One participant suggested that companies that benefited from public policy should release data as open data almost as a quid-pro-quo for the support they received. A participant from the oil industry said this was common in his sector, where firms had to release information after a set number of years in operation. Another suggested that companies that bought public land might be required to release information about what had happened to it.

Prateek said this pointed to an issue of public commons. If there is a public good to be derived from data, should be collected and published as open data? As an example, he discussed information about anti-microbial resistance.

This, he pointed out, is held by the NHS and the pharmaceutical industry. The Wellcome Trust and others want the pharmaceutical industry to start publishing some of its data. It is meeting resistance from a large, well funded industry; but there is clearly a public good in getting it out.

Levers

Jack Hardinges from the Open Data Institute said he had been thinking levers for encouraging non-public bodies to publish information, and identified at least four:

  • Do nothing: Uber has published its movement platform (possibly under the pressure of having it published)
  • Compel transparency through statutory accounts as part of a contractual obligation: New York has obliged Uber to share data as part of its condition of licencing
  • Compel publication to avoid the formation of natural monopolies – or to mitigate their ill effects
  • Encourage publication because there is a wider social benefit.

The problem, participants pointed out, is that while the argument is compelling, companies may respond by threatening to withdraw from a market: it is far from clear how US IT companies are going to react to the plans unveiled in the Budget to impose new taxes on them.

Also, small competitors forced to publish information might lose out to larger competitors; or be bought out by them. Or the requirement to publish information, and the cost of doing so, might act as a barrier to market entry.

To address the last point, existing schemes that require companies to collect and publish information put thresholds on the size of enterprise covered: only companies with more than 250 employees have to identify their gender pay gap, for example. However, this kind of banding can still create “cliff edge” barriers to entry – or expansion.

Unintended consequences

The session went on to discuss some of the unintended consequences of publishing and not publishing information.
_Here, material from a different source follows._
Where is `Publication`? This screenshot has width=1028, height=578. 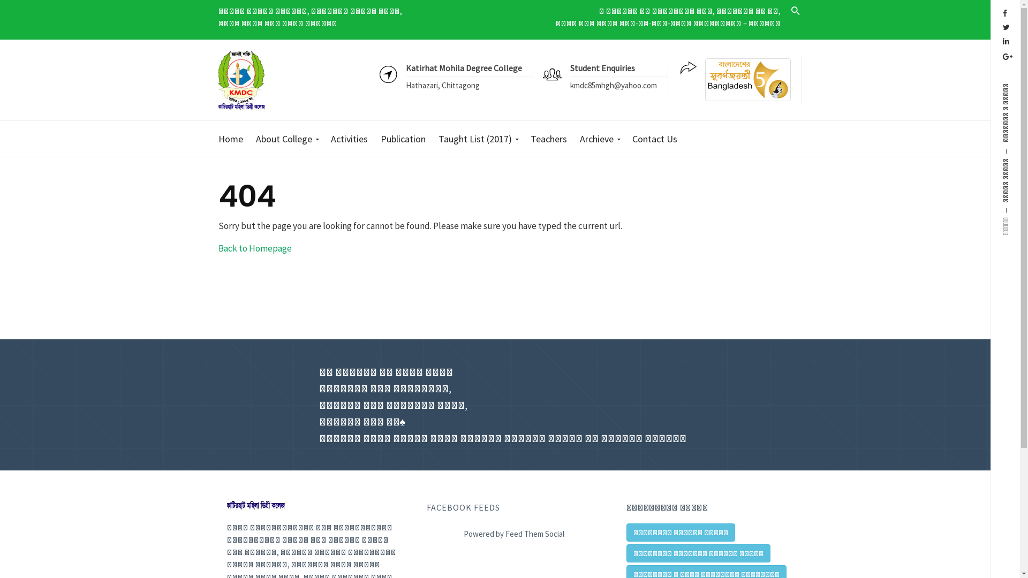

One participant argued that ‘allowing’ companies to hold and use sophisticated data-sets might increase inequality: by enabling them to target services on profitable sectors and areas. Others argued that publication might have the same effect: by exposing issues or enabling competitors to target the same sectors.

The session also discussed what the users of services might think of their data being published in this way [session notes are here]. Participants felt that individual users trying to remove their data from a large data set would make little difference to it; but publication might well affect the perception of the organisation in question.